The Folly Of The Fed’s 2.00% Inflation Target, Part 2
Here is the only noticeable “benefit” from the Fed’s pro-inflation policies since Greenspan’s arrival at the Eccles Building. To wit, these policies have pleasured the tippy top of the economic ladder with massive wealth gains owing to the relentless inflation of financial assets. During the 34 years since 1989, therefore, net worth has increased as follows:
Aggregate Net Worth Gain, Q4 1989 to Q3 2023
Top 0.1% or 131,000 households (purple area): +$18.2 trillion or 11.4X.
Top 1.0% or 1.34 million households (black area): +$40.0 trillion or 9.5X.
Bottom 50% or 65.7 million households (blue area): +$3.7 trillion or 5.1X.
For want of doubt, the corresponding net worth gains on a per household basis are as follows:
Net Worth Gain Per Household, Q4 1989 to Q3 2023
Top 0.1%: +$139 million each.
Top 1.0%: + $30 million each.
Bottom 50%: +$55,000 each.
Ratio of Top 0.1% Versus Bottom 50%: 2,500X
Aggregate Net Worth By Economic Class, 1989 Q4 to 2023 Q3
Needless to say, the only cohort to experience net wealth gains roughly in line with nominal GDP growth during this 34-year period was the bottom 65.7 million households. Their 5.1X gain was only as tad larger than the 4.9X gain in nominal GDP during the period, which rose from $5.7 trillion to $27.6 trillion.
The veritable eruption of net worth at the tippy-top of the economic ladder at more than double the gain in GDP, therefore, should not be confused with superior virtue, greater investment prowess or any other meritorious factor.
To the contrary, it was an unearned windfall owing to massive, artificial asset price inflation. In rough terms, those Fed-fostered windfalls amount to about half the gain reported above or about $20 trillion for the top 1% and $9 trillion, or about $70 million per household, for the top 0.1%.
It is any wonder then that the Wall Street financial concierges who cater to the nation’s small population of significant financial asset-holders are currently beating the tom-toms for another round of Fed rate cuts?
Their clients not only want another giant windfall, but aver that they are entitled to it. Yet that’s the sum and substance of the case for rate cuts in the context of the Fed’s massive recent and longer-term saturation of financial markets with cheap credit. There is flat-out no main street-based case for rate cuts whatsoever.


Directions —
I would like the records restated word for word, without the pictures.
Provided records START
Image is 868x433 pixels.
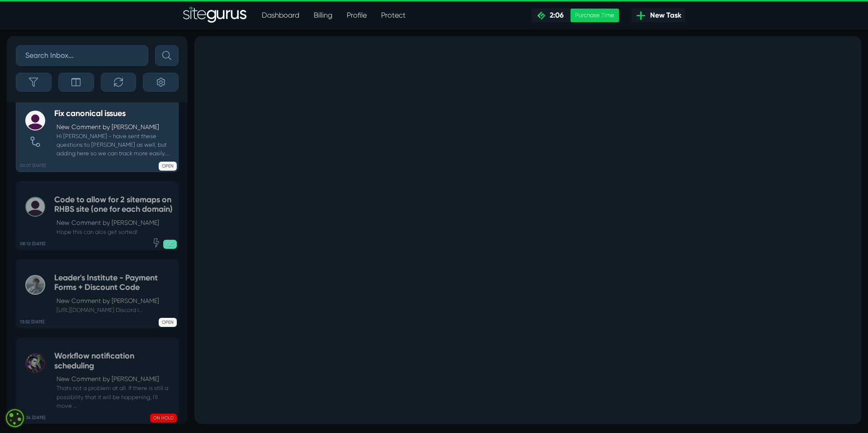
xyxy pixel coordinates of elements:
p: New Comment by [PERSON_NAME] [57,122,174,132]
a: Protect [374,7,412,24]
a: 2:06 Purchase Time [531,8,619,22]
h5: Fix canonical issues [54,109,174,119]
span: QC [163,240,177,249]
a: 16:34 [DATE] Workflow notification schedulingNew Comment by [PERSON_NAME] Thats not a problem at ... [16,337,179,424]
iframe: gist-messenger-bubble-iframe [837,402,859,424]
img: Sitegurus Logo [183,7,247,24]
b: 16:34 [DATE] [20,415,45,421]
span: ON HOLD [150,414,177,423]
p: New Comment by [PERSON_NAME] [57,297,174,306]
h5: Leader's Institute - Payment Forms + Discount Code [54,273,174,293]
a: SiteGurus [183,7,247,24]
small: Hope this can alos get sorted! [54,228,174,236]
a: Dashboard [254,7,307,24]
span: OPEN [159,318,177,327]
b: 08:12 [DATE] [20,241,45,248]
div: Cookie consent button [4,408,25,429]
small: [URL][DOMAIN_NAME] Discord l... [54,306,174,314]
a: 13:52 [DATE] Leader's Institute - Payment Forms + Discount CodeNew Comment by [PERSON_NAME] [URL]... [16,259,179,328]
b: 02:07 [DATE] [20,163,46,170]
b: 13:52 [DATE] [20,319,44,326]
p: New Comment by [PERSON_NAME] [57,219,174,228]
small: Thats not a problem at all. If there is still a possibility that it will be happening, I'll move ... [54,384,174,411]
input: Search Inbox... [16,45,148,66]
h5: Code to allow for 2 sitemaps on RHBS site (one for each domain) [54,195,174,214]
p: New Comment by [PERSON_NAME] [57,375,174,384]
a: Profile [339,7,374,24]
a: New Task [631,8,685,22]
span: New Task [646,10,681,21]
h5: Workflow notification scheduling [54,352,174,371]
span: OPEN [159,162,177,170]
span: 2:06 [546,11,564,19]
div: Purchase Time [570,8,619,22]
a: 02:07 [DATE] Fix canonical issuesNew Comment by [PERSON_NAME] Hi [PERSON_NAME] - have sent these ... [16,95,179,172]
a: 08:12 [DATE] Code to allow for 2 sitemaps on RHBS site (one for each domain)New Comment by [PERSO... [16,181,179,250]
small: Hi [PERSON_NAME] - have sent these questions to [PERSON_NAME] as well, but adding here so we can ... [54,132,174,158]
div: Expedited [152,238,161,247]
a: Billing [307,7,339,24]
Provided records END
Response for this exercise —
Image is 868x433 pixels.
xyxy pixel coordinates of elements:
p: New Comment by [PERSON_NAME] [57,122,174,132]
a: Protect [374,7,412,24]
a: 2:06 Purchase Time [531,8,619,22]
h5: Fix canonical issues [54,109,174,119]
span: QC [163,240,177,249]
a: 16:34 [DATE] Workflow notification schedulingNew Comment by [PERSON_NAME] Thats not a problem at ... [16,337,179,424]
iframe: gist-messenger-bubble-iframe [837,402,859,424]
img: Sitegurus Logo [183,7,247,24]
b: 16:34 [DATE] [20,415,45,421]
span: ON HOLD [150,414,177,423]
p: New Comment by [PERSON_NAME] [57,297,174,306]
h5: Leader's Institute - Payment Forms + Discount Code [54,273,174,293]
a: SiteGurus [183,7,247,24]
small: Hope this can alos get sorted! [54,228,174,236]
a: Dashboard [254,7,307,24]
span: OPEN [159,318,177,327]
b: 08:12 [DATE] [20,241,45,248]
div: Cookie consent button [4,408,25,429]
small: [URL][DOMAIN_NAME] Discord l... [54,306,174,314]
a: 13:52 [DATE] Leader's Institute - Payment Forms + Discount CodeNew Comment by [PERSON_NAME] [URL]... [16,259,179,328]
b: 02:07 [DATE] [20,163,46,170]
b: 13:52 [DATE] [20,319,44,326]
p: New Comment by [PERSON_NAME] [57,219,174,228]
small: Thats not a problem at all. If there is still a possibility that it will be happening, I'll move ... [54,384,174,411]
input: Search Inbox... [16,45,148,66]
h5: Code to allow for 2 sitemaps on RHBS site (one for each domain) [54,195,174,214]
p: New Comment by [PERSON_NAME] [57,375,174,384]
a: Profile [339,7,374,24]
a: New Task [631,8,685,22]
span: New Task [646,10,681,21]
h5: Workflow notification scheduling [54,352,174,371]
span: OPEN [159,162,177,170]
span: 2:06 [546,11,564,19]
div: Purchase Time [570,8,619,22]
a: 02:07 [DATE] Fix canonical issuesNew Comment by [PERSON_NAME] Hi [PERSON_NAME] - have sent these ... [16,95,179,172]
a: 08:12 [DATE] Code to allow for 2 sitemaps on RHBS site (one for each domain)New Comment by [PERSO... [16,181,179,250]
small: Hi [PERSON_NAME] - have sent these questions to [PERSON_NAME] as well, but adding here so we can ... [54,132,174,158]
div: Expedited [152,238,161,247]
a: Billing [307,7,339,24]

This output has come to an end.